How Jimmy Savile managed to hide in plain sight

Sir Jimmy Savile pictured in 1981 Credit: PA Wire

It would be quite wrong to suggest that sexual abuse of children is less of a problem than it used to be, but reasonable to argue that the workplace is now a safer place for children and young women.

This is due to several factors:

First, the introduction of child protection laws and a change in attitudes.

We listen more to our children now, arguably sometimes too much, and they speak out more.

A school friend of mine who was “very upset” by an encounter with Jimmy Savile in the mid-70s confided in me about it in the school lunch hour.

But neither of us thought of telling a teacher or our parents.

I doubt either of us knew what a paedophile was. We simply dismissed him as a “dirty old man” and quietly warned others volunteering at the local hospital to keep away from him.

That would not be the same today. Most schoolgirls now would be hollering for help and justice before breakfast.

They would certainly know what had happened to them was wrong.

The rise of information distribution would also make it impossible for a person in authority to abuse without fear of exposure.

The former radio 1 DJ Pete Murray, now a sprightly 83-year-old, told me that he knew of several journalists who had tried to investigate Savile during his lifetime but were silenced by fear of libel.

Today, he argued, the rumours “which absolutely everybody knew about” would have surfaced on the internet and Twitter and gathered strength.

People would have joined the dots.

Young people in the workplace have changed too.

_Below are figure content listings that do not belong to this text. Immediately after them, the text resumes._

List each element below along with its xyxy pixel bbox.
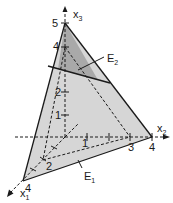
x2-label-1: 1 [82, 137, 88, 149]
x1-label-2: 2 [46, 160, 52, 172]
x2-label-3: 3 [128, 141, 134, 153]
x3-label-5: 5 [52, 17, 58, 29]
coordinate-diagram: x3 x2 x1 5 4 2 1 1 3 4 2 4 E2 E1 [0, 0, 173, 203]
x2-axis-label: x2 [157, 122, 167, 136]
x1-label-4: 4 [25, 182, 31, 194]
plane-e1-triangle [23, 23, 152, 181]
x3-arrow-icon [63, 6, 68, 12]
x3-label-1: 1 [55, 109, 61, 121]
plane-e1-label: E1 [84, 170, 95, 184]
x3-label-2: 2 [55, 86, 61, 98]
x2-label-4: 4 [149, 141, 155, 153]
x3-axis-label: x3 [73, 8, 83, 22]
plane-e2-label: E2 [107, 52, 118, 66]
x3-label-4: 4 [53, 40, 59, 52]
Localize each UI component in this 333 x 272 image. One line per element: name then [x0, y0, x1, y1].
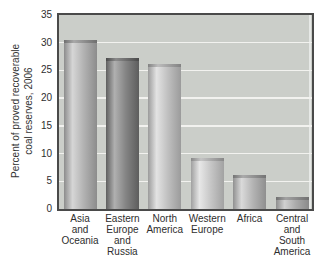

I can’t walk from one end of our newsroom to the other without encountering a young person new to the company - or even here on work experience - who thinks they can run the place better than us Old Timers.

Youth and arrogance have always walked hand in hand. What is different about today’s youth is what they regard as their right to question established authority without fear. Many of us didn’t dare.

Finally, employment laws have made it illegal to discriminate against, or sexually exploit, women at work. Whilst this would not have protected the children Jimmy Savile abused directly, it would have significantly changed the mood music in the workplace which helped him to conceal his crimes.

Any woman who worked in 1970s and 80s - particularly those in the creative industries I suspect - can attest to the progress that has been made on this front. Younger woman have us for to thank for what we put up with and helped to change.

All of this is progress, but more needs to be done. Older people, sadly they are often men, do not 'get it'.

Just this weekend Derek Chinnery, the former BBC Radio 1 controller from 1978 to 1985, likened his questioning of Jimmy Savile about his activities to asking Tony Blackburn about his divorce.

Forgive me, but I thought divorce was legal.

Childline founder Esther Rantzen Credit: Ian West/PA Archive/Press Association Images

Those of us over 50 often repeatedly talk about “victims” whilst those around them carefully say “survivors”.

Even Esther Rantzen admits her attitude, like those of plenty of others, appears to have been part of the problem before she set up a charity to help child victims of abuse.

Those of us over 45 who grew up without the internet, child protection and sex discrimination laws - and with a deeply-ingrained fear of authority - can better understand the Jimmy Savile tragedy because we were all part of the culture he so criminally exploited to conceal his abuse.

We now need to work especially hard to make sure we are part of the solution.